U.S. Opens Its Doors to Iraqi Students

Number of Iraqis Studying at U.S. Universities Set to Quadruple in 2012

WASHINGTON -- As the U.S. military gets ready to withdraw its last troops from Iraq this month, the State Department and Iraqi government are stepping up efforts to enroll thousands of Iraqi students in American universities.

The number of Iraqi students studying in the U.S. was up 45% for the 2010-11 school year, according to statistics compiled by the Institute of International Education and State Department. Iraq's Prime Minister Nouri al-Maliki has earmarked $1 billion to be spent on education initiatives over the next several years and the Iraqi government will announce this week that it will fund scholarships for 2,500 students to attend U.S. universities in 2012 —quadrupling enrollment of Iraqi students in American universities, said Abdul Hadi al-Khalili, the cultural attaché at the Iraq Embassy in Washington.

As concerns grow in Washington about waning American influence in Iraq as the U.S. military presence concludes, al-Khalili said the initiative gives the United States a chance to help shape the next generation of Iraqi leaders.

"There's a very valuable opportunity here for the United States," said al-Khalili, who has been tasked by the Iraqi government with recruiting U.S. universities to take Iraqi students.

While the Iraqi government has begun pouring money into education, the State Department has launched an outreach blitz to identify some of Iraq's brightest students and connect them with American universities.

Recruiters from 22 American universities attended a college fair sponsored by the U.S. Embassy in October in the northern Iraqi city of Irbil. They met with nearly 1,500 students, most of whom were already approved for Iraqi government-funded scholarships.

"Their future sits with reconnecting with the rest of the world, and being reconnected with America — given the events of the last eight years — is especially crucial," said Suzanne Bodoin, a cultural affairs officer in the U.S. Embassy in Baghdad.

The State Department is also assisting Iraq's Ministry of Education as it gets ready to hold a major conference in Washington in January to recruit American universities to bring students to U.S. campuses.

Al-Maliki and President Obama are also scheduled to meet on Monday at the White House for wide-ranging talks as the two countries prepare to shift to a more normal bilateral footing. Partnering between the two countries on higher education and cultural exchanges is on the agenda, according to the White House.

With half the current Iraqi population younger than 19 years of age and a quarter of the population born after the 2003 U.S. invasion, the Iraqis are pressing to make strides in education quickly, according to Brett McGurk, a former National Security Council adviser on Iraqi issues in both the Obama and George W. Bush administrations.

"It is in our interest to encourage this new generation to study outside Iraq — and in the United States," McGurk recently told the Senate Armed Services Committee.

Iraqi students first started coming to American universities more than 70 years ago, al-Khalili said. In the late 1940s, Iraq had as many as 40 students enrolled at the University of California-Berkeley, and Nazik al-Malaika —an Iraqi poet who is considered one of the Arab world's most-renowned contemporary artists — earned her master's degree in comparative literature at the University of Wisconsin-Madison in 1959.

From 1977 to 1987, the Iraqi government sent more than 1,100 students each year to American universities. By the late 1980s—with the government financially weakened by the Iran-Iraq war—the number of students sent abroad began to decline and the numbers plummeted further in the aftermath of Saddam Hussein's invasion of Kuwait in 1990. Since the U.S. invasion in 2003, Iraq has experienced devastating brain drain as the country's elite fled the country in droves during the height of the insurgency.

Since the beginning of the war, the U.S. government has contributed millions of dollars to ongoing educational and exchange programs—including re-establishing the prestigious Fulbright scholarship as well as a short-term visiting scholar program.

Mohammed Saeed, 28, a Baghdad physician who is currently studying at the University of Kentucky on a Fulbright scholarship, said that as a medical student he and his friends had big dreams of changing Iraq. Once they got out of school, however, that hope was diminished by endemic problems — from corruption to outdated training — that plague nearly every sector of Iraq's government.

Saeed said that the experience at Kentucky is making him a more capable physician, but perhaps more importantly, it's renewing his hope.

"This is giving us the tools to hopefully fix some of the problems," Saeed said. "The more of us that can get this kind of experience, the better Iraq will be."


- [WHAT IS BEING ASKED]
Your answer should be the lines of the material that include the word "horizontal".

---------------

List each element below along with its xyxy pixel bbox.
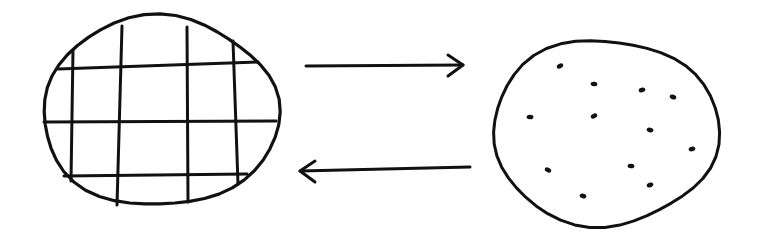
dot	[579, 193, 587, 199]
arrows	[300, 55, 470, 182]
grid-line-horizontal	[58, 62, 258, 69]
dot	[527, 115, 534, 120]
arrow-left-icon	[300, 161, 470, 182]
grid-line-vertical	[117, 26, 122, 205]
grid-line-horizontal	[64, 174, 247, 176]
dotted-circle-outline	[494, 41, 720, 228]
dotted-circle	[494, 41, 720, 228]
arrow-shaft	[300, 167, 470, 171]
dot	[590, 112, 598, 119]
arrow-shaft	[306, 65, 463, 66]
dot	[638, 87, 646, 93]
dot	[627, 164, 634, 169]
dot	[646, 182, 654, 189]
diagram-canvas	[0, 0, 760, 242]
dot	[646, 127, 654, 133]
grid-line-horizontal	[44, 121, 276, 122]
dots	[527, 62, 696, 199]
dot	[590, 81, 597, 86]
arrow-right-icon	[306, 55, 463, 76]
diagram-svg	[0, 0, 760, 242]
grid-circle	[44, 14, 280, 205]
dot	[669, 94, 677, 101]
grid-lines	[44, 26, 276, 205]
dot	[544, 166, 552, 173]
dot	[556, 62, 564, 69]
dot	[688, 146, 696, 152]
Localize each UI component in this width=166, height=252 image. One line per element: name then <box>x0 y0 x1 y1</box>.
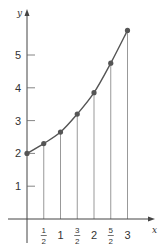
y-tick-label: 4 <box>15 82 21 94</box>
svg-text:1: 1 <box>42 226 47 235</box>
y-tick-label: 3 <box>15 115 21 127</box>
x-ticks: 121322523 <box>41 226 131 246</box>
svg-text:2: 2 <box>75 237 80 246</box>
data-point <box>41 141 46 146</box>
x-tick-label: 52 <box>108 226 114 246</box>
y-axis-arrow-icon <box>25 9 30 16</box>
x-tick-label: 1 <box>57 229 63 241</box>
x-tick-label: 2 <box>91 229 97 241</box>
x-axis-label: x <box>152 225 157 235</box>
y-ticks: 12345 <box>15 49 35 192</box>
chart: x y 12345 121322523 <box>0 0 166 252</box>
data-point <box>108 61 113 66</box>
x-tick-label: 32 <box>74 226 80 246</box>
y-tick-label: 5 <box>15 49 21 61</box>
y-tick-label: 1 <box>15 180 21 192</box>
x-tick-label: 3 <box>124 229 130 241</box>
data-point <box>125 28 130 33</box>
drop-lines <box>44 30 128 219</box>
x-tick-label: 12 <box>41 226 47 246</box>
svg-text:3: 3 <box>75 226 80 235</box>
x-axis-arrow-icon <box>148 217 155 222</box>
y-tick-label: 2 <box>15 147 21 159</box>
data-point <box>75 111 80 116</box>
svg-text:5: 5 <box>109 226 114 235</box>
data-point <box>24 151 29 156</box>
svg-text:2: 2 <box>42 237 47 246</box>
data-point <box>91 90 96 95</box>
y-axis-label: y <box>16 8 23 18</box>
data-point <box>58 129 63 134</box>
axes: x y <box>8 8 157 243</box>
svg-text:2: 2 <box>109 237 114 246</box>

---------------

- [TASK ANSWER]
grid-line-horizontal	[58, 62, 258, 69]
grid-line-horizontal	[64, 174, 247, 176]
grid-line-horizontal	[44, 121, 276, 122]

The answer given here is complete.